Suspension bridges are built with metal cables holding them up. Not
with concrete ropes. :-)
OK, enough materials properties lecture. It's just that, after a
decade of studying the "more with less" principles of Design Science, it
really irks me to see people equate "strong" with "reinforced concrete."
:-)
-Remember, once you get over a 2.5km diameter you are talking appx 25,000
-tons of lift!!
-If you had an airship that size, say 10km in diameter and 1km thick, you
-could concievably
-put a small town on it. Like a current high-rise construction. Companies
-could build floating
-complexes that housed thousands. If you could use standard construction
-materials, you
-could use many of the same craftsmen. The size would make it possible to
-over-engineer, and
-not worry about the payload loss.
I love the general idea, but I would point out that "standard
construction materials" like concrete and gypsum board and the like are
EXTREMELY heavy. A conventional single-family dwelling weighs in at about
45 tons. They were never designed to leave the earth, so weight was never
taken into consideration.
To redesign for flight means to step away from all that is
traditional in building construction, and to rethink everything. It's
necessary, and worth it. :-)
-Remember though, this is all fine and good, but you need to walk upright
-before you can
-fly at super-sonic speeds. We have a long way to go.
-
-Chris
Yes, and also, it's good to keep in mind that technology is
advancing at an ever-accellerating rate. To design something for the future
using todays standards is to build in obsolescense from the get-go.

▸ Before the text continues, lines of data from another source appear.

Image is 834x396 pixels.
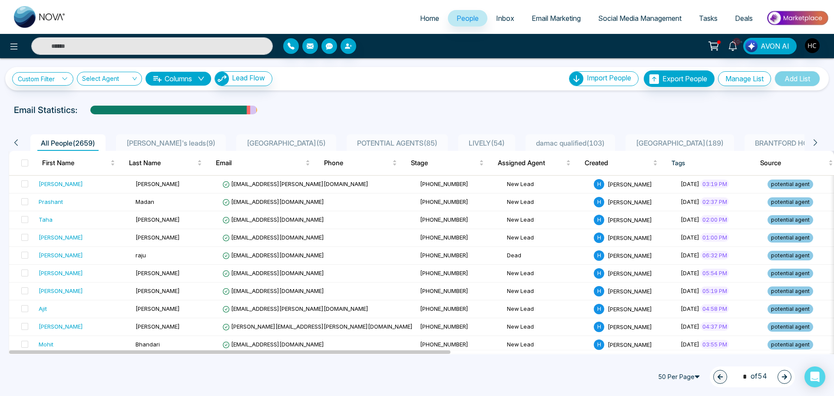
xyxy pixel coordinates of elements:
[448,10,487,26] a: People
[768,286,813,296] span: potential agent
[768,251,813,260] span: potential agent
[589,10,690,26] a: Social Media Management
[768,268,813,278] span: potential agent
[498,158,564,168] span: Assigned Agent
[608,287,652,294] span: [PERSON_NAME]
[681,180,699,187] span: [DATE]
[222,198,324,205] span: [EMAIL_ADDRESS][DOMAIN_NAME]
[608,305,652,312] span: [PERSON_NAME]
[701,215,729,224] span: 02:00 PM
[594,304,604,314] span: H
[215,72,229,86] img: Lead Flow
[608,269,652,276] span: [PERSON_NAME]
[12,72,73,86] a: Custom Filter
[222,323,413,330] span: [PERSON_NAME][EMAIL_ADDRESS][PERSON_NAME][DOMAIN_NAME]
[491,151,578,175] th: Assigned Agent
[136,269,180,276] span: [PERSON_NAME]
[39,304,47,313] div: Ajit
[420,269,468,276] span: [PHONE_NUMBER]
[578,151,665,175] th: Created
[768,215,813,225] span: potential agent
[701,286,729,295] span: 05:19 PM
[503,247,590,265] td: Dead
[701,322,729,331] span: 04:37 PM
[768,233,813,242] span: potential agent
[317,151,404,175] th: Phone
[39,197,63,206] div: Prashant
[768,197,813,207] span: potential agent
[654,370,706,384] span: 50 Per Page
[532,14,581,23] span: Email Marketing
[594,250,604,261] span: H
[222,252,324,258] span: [EMAIL_ADDRESS][DOMAIN_NAME]
[14,6,66,28] img: Nova CRM Logo
[690,10,726,26] a: Tasks
[198,75,205,82] span: down
[594,268,604,278] span: H
[37,139,99,147] span: All People ( 2659 )
[122,151,209,175] th: Last Name
[608,180,652,187] span: [PERSON_NAME]
[503,336,590,354] td: New Lead
[644,70,715,87] button: Export People
[805,38,820,53] img: User Avatar
[354,139,441,147] span: POTENTIAL AGENTS ( 85 )
[211,71,272,86] a: Lead FlowLead Flow
[232,73,265,82] span: Lead Flow
[701,268,729,277] span: 05:54 PM
[701,233,729,242] span: 01:00 PM
[701,340,729,348] span: 03:55 PM
[146,72,211,86] button: Columnsdown
[503,193,590,211] td: New Lead
[503,318,590,336] td: New Lead
[39,322,83,331] div: [PERSON_NAME]
[608,234,652,241] span: [PERSON_NAME]
[722,38,743,53] a: 10+
[136,305,180,312] span: [PERSON_NAME]
[804,366,825,387] div: Open Intercom Messenger
[681,323,699,330] span: [DATE]
[503,265,590,282] td: New Lead
[420,180,468,187] span: [PHONE_NUMBER]
[681,341,699,348] span: [DATE]
[503,211,590,229] td: New Lead
[404,151,491,175] th: Stage
[681,305,699,312] span: [DATE]
[665,151,753,175] th: Tags
[594,321,604,332] span: H
[681,269,699,276] span: [DATE]
[608,252,652,258] span: [PERSON_NAME]
[503,229,590,247] td: New Lead
[733,38,741,46] span: 10+
[136,287,180,294] span: [PERSON_NAME]
[738,371,767,382] span: of 54
[243,139,329,147] span: [GEOGRAPHIC_DATA] ( 5 )
[136,234,180,241] span: [PERSON_NAME]
[136,341,160,348] span: Bhandari
[420,252,468,258] span: [PHONE_NUMBER]
[766,8,829,28] img: Market-place.gif
[594,339,604,350] span: H
[39,268,83,277] div: [PERSON_NAME]
[411,158,477,168] span: Stage
[420,341,468,348] span: [PHONE_NUMBER]
[608,216,652,223] span: [PERSON_NAME]
[701,304,729,313] span: 04:58 PM
[39,179,83,188] div: [PERSON_NAME]
[768,304,813,314] span: potential agent
[39,215,53,224] div: Taha
[420,287,468,294] span: [PHONE_NUMBER]
[735,14,753,23] span: Deals
[39,340,53,348] div: Mohit
[39,286,83,295] div: [PERSON_NAME]
[699,14,718,23] span: Tasks
[587,73,631,82] span: Import People
[681,198,699,205] span: [DATE]
[681,216,699,223] span: [DATE]
[608,198,652,205] span: [PERSON_NAME]
[594,179,604,189] span: H
[701,251,729,259] span: 06:32 PM
[420,323,468,330] span: [PHONE_NUMBER]
[594,215,604,225] span: H
[324,158,391,168] span: Phone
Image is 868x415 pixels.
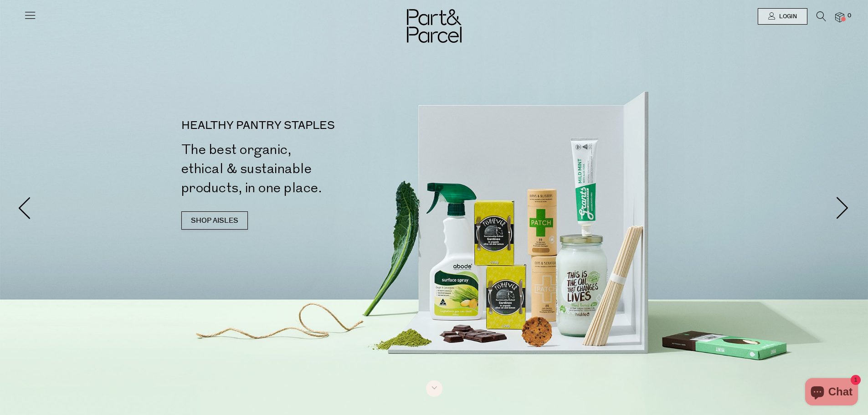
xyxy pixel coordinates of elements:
p: HEALTHY PANTRY STAPLES [182,120,438,131]
h2: The best organic, ethical & sustainable products, in one place. [182,140,438,198]
inbox-online-store-chat: Shopify online store chat [803,378,861,408]
img: Part&Parcel [407,9,461,43]
a: 0 [835,12,844,22]
a: SHOP AISLES [182,211,248,229]
span: 0 [845,12,853,20]
a: Login [758,8,808,25]
span: Login [777,13,797,20]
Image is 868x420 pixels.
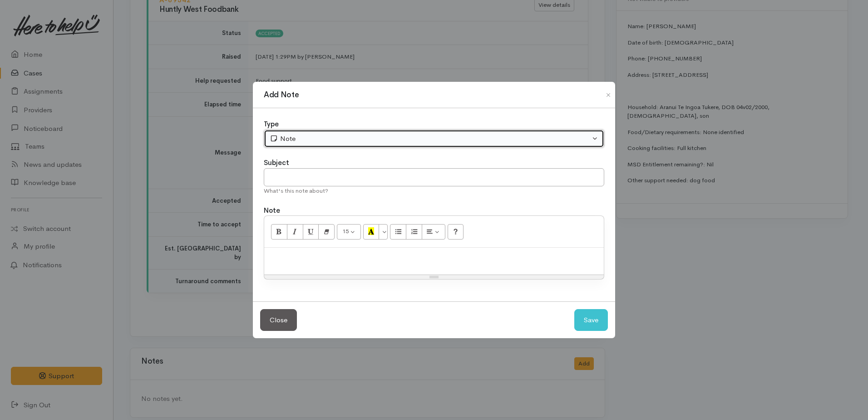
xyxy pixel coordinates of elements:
div: Note [270,134,591,144]
h1: Add Note [264,89,299,101]
button: Underline (CTRL+U) [303,224,319,240]
button: Close [601,90,616,100]
div: Resize [264,275,604,279]
button: Unordered list (CTRL+SHIFT+NUM7) [390,224,406,240]
button: Bold (CTRL+B) [271,224,287,240]
span: 15 [343,228,349,235]
label: Type [264,119,279,129]
button: Italic (CTRL+I) [287,224,303,240]
button: Ordered list (CTRL+SHIFT+NUM8) [406,224,422,240]
div: What's this note about? [264,186,604,195]
label: Subject [264,158,289,168]
button: Note [264,129,604,148]
button: Close [260,309,297,331]
label: Note [264,205,280,216]
button: Help [448,224,464,240]
button: More Color [379,224,388,240]
button: Font Size [337,224,361,240]
button: Recent Color [363,224,379,240]
button: Save [574,309,608,331]
button: Remove Font Style (CTRL+\) [318,224,335,240]
button: Paragraph [422,224,446,240]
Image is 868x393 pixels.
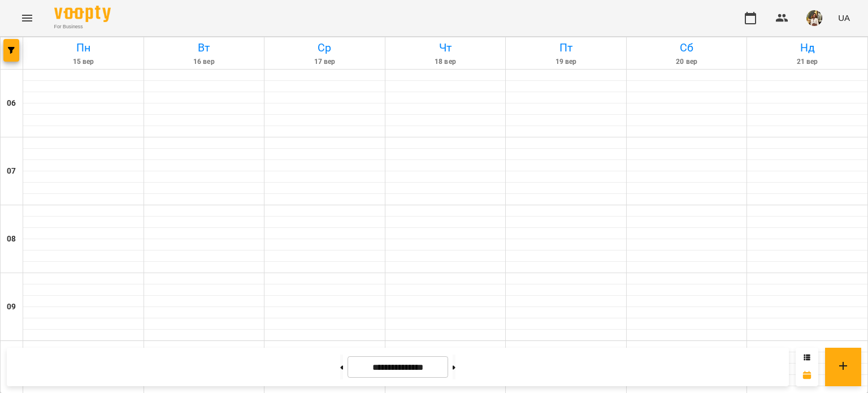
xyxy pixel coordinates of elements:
h6: Нд [749,39,866,57]
button: UA [833,8,854,28]
h6: 15 вер [25,57,141,67]
h6: 18 вер [387,57,504,67]
h6: 09 [7,301,16,313]
h6: 19 вер [507,57,624,67]
button: Menu [14,5,41,32]
h6: Сб [628,39,746,57]
h6: 06 [7,97,16,110]
h6: 20 вер [628,57,746,67]
h6: Чт [387,39,504,57]
img: aea806cbca9c040a8c2344d296ea6535.jpg [806,10,822,26]
h6: 16 вер [146,57,263,67]
h6: 21 вер [749,57,866,67]
h6: Вт [146,39,263,57]
h6: Пн [25,39,141,57]
span: For Business [55,23,111,31]
h6: Ср [266,39,383,57]
img: Voopty Logo [55,5,111,22]
span: UA [838,12,850,24]
h6: 08 [7,233,16,245]
h6: Пт [507,39,624,57]
h6: 07 [7,165,16,178]
h6: 17 вер [266,57,383,67]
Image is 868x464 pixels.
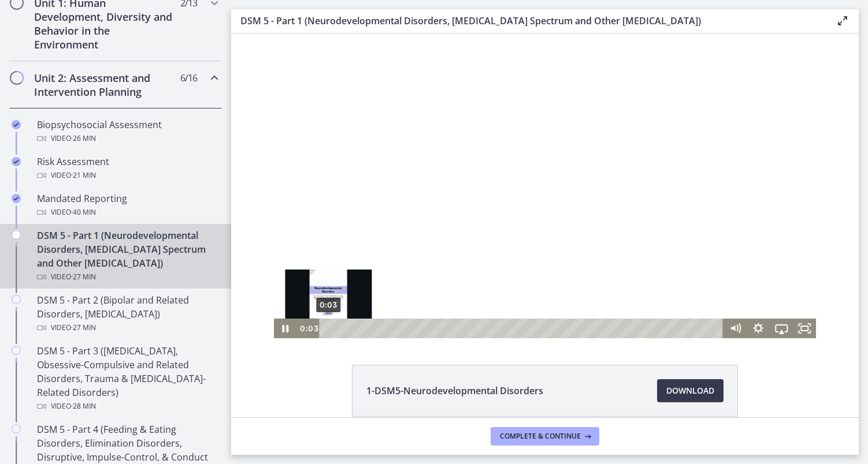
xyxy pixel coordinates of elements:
button: Complete & continue [490,427,599,446]
button: Airplay [538,285,562,305]
span: Download [666,384,714,398]
span: · 40 min [71,206,96,220]
div: Video [37,321,217,335]
span: 1-DSM5-Neurodevelopmental Disorders [366,384,543,398]
iframe: Video Lesson [231,33,859,338]
i: Completed [11,120,21,129]
button: Mute [492,285,516,305]
span: · 26 min [71,132,96,146]
button: Fullscreen [562,285,585,305]
div: Mandated Reporting [37,192,217,220]
div: Biopsychosocial Assessment [37,118,217,146]
i: Completed [11,157,21,166]
span: · 27 min [71,270,96,284]
div: DSM 5 - Part 3 ([MEDICAL_DATA], Obsessive-Compulsive and Related Disorders, Trauma & [MEDICAL_DAT... [37,344,217,413]
span: · 28 min [71,399,96,413]
div: Video [37,168,217,182]
div: DSM 5 - Part 1 (Neurodevelopmental Disorders, [MEDICAL_DATA] Spectrum and Other [MEDICAL_DATA]) [37,228,217,284]
h2: Unit 2: Assessment and Intervention Planning [34,71,175,99]
button: Show settings menu [516,285,538,305]
div: Video [37,206,217,220]
i: Completed [11,194,21,203]
a: Download [657,379,723,403]
div: Video [37,399,217,413]
h3: DSM 5 - Part 1 (Neurodevelopmental Disorders, [MEDICAL_DATA] Spectrum and Other [MEDICAL_DATA]) [240,14,817,28]
div: DSM 5 - Part 2 (Bipolar and Related Disorders, [MEDICAL_DATA]) [37,294,217,335]
span: 6 / 16 [181,71,197,85]
div: Risk Assessment [37,154,217,182]
span: · 27 min [71,321,96,335]
span: · 21 min [71,168,96,182]
div: Video [37,132,217,146]
div: Video [37,270,217,284]
span: Complete & continue [500,432,581,441]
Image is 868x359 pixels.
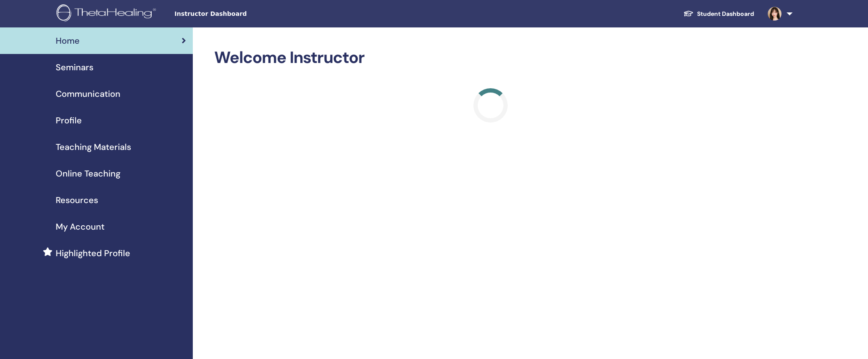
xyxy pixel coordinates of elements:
span: Communication [56,88,120,100]
span: Profile [56,114,82,127]
span: Instructor Dashboard [175,9,302,18]
h2: Welcome Instructor [214,48,767,68]
span: Teaching Materials [56,141,131,153]
img: graduation-cap-white.svg [683,9,693,17]
img: logo.png [57,4,159,24]
a: Student Dashboard [676,6,761,22]
span: Highlighted Profile [56,247,130,260]
span: Seminars [56,61,93,74]
span: Resources [56,194,98,206]
span: Online Teaching [56,168,120,180]
span: Home [56,34,80,47]
span: My Account [56,221,104,233]
img: default.jpg [768,7,781,21]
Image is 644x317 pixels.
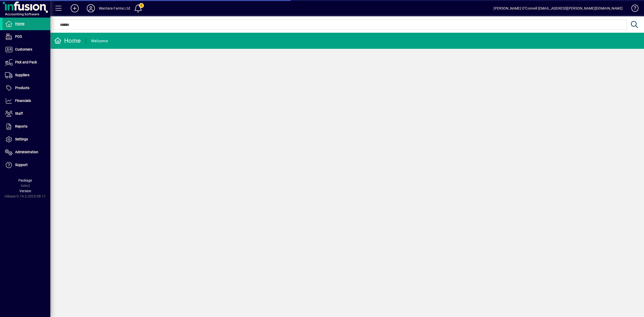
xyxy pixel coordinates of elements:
[3,133,50,146] a: Settings
[67,4,83,13] button: Add
[18,179,32,182] span: Package
[15,111,23,116] span: Staff
[15,163,28,167] span: Support
[3,43,50,56] a: Customers
[91,37,108,45] div: Welcome
[15,86,29,90] span: Products
[628,1,638,17] a: Knowledge Base
[15,47,32,51] span: Customers
[15,150,38,154] span: Administration
[3,120,50,133] a: Reports
[83,4,99,13] button: Profile
[15,22,24,25] span: Home
[3,108,50,120] a: Staff
[3,56,50,69] a: Pick and Pack
[15,60,37,64] span: Pick and Pack
[494,4,623,12] div: [PERSON_NAME] O''Connell [EMAIL_ADDRESS][PERSON_NAME][DOMAIN_NAME]
[3,69,50,82] a: Suppliers
[3,95,50,107] a: Financials
[3,82,50,94] a: Products
[15,73,29,77] span: Suppliers
[15,98,31,103] span: Financials
[15,137,28,141] span: Settings
[3,146,50,159] a: Administration
[3,30,50,43] a: POS
[15,124,28,128] span: Reports
[15,35,22,38] span: POS
[99,4,130,12] div: Wantara Farms Ltd
[3,159,50,171] a: Support
[19,189,31,193] span: Version
[54,37,81,45] div: Home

Instead, I like to employ the technique of looking ahead to when
you want your finished product, and design to take advantage of
technological advances as they come. Essentially, you pick your point in
time, and design to *intercept* that point, rather than designing to carry
forward some old tech from what is now current time.
It's an odd concept, but to put it into real-world terms, think of
it this way:
If you're going to write a software program, and you think it will
take about 5 years to complete, then it makes NO sense to design it in a
way that requires it to run on a specific "state-of-the-art" architecture
when you begin. You design it open-ended, to take advantage of advances
that you know will come.
If you had started 5 years ago, you would have built in dependancy
on a 386 or 486 chip, while today we have Pentium II's.
See what I mean? If you generalize the principle, you know you'll
need gas bladders and rigid frames and outer skins that are UV-tolerant. Up
until the actual time of construction, though, the moment when you decide
to cast the design in matter, not digital models or strategic planning like
we're now doing, you probably want to avoid committing to one specific
material, since something new will come along.
--
Pat
___________________Think For Yourself____________________
Patrick G. Salsbury - http://www.sculptors.com/~salsbury/
Check out the Reality Sculptors Project: http://www.sculptors.com/
---------------------------------------------------------
Death is life's way of telling you you've been fired.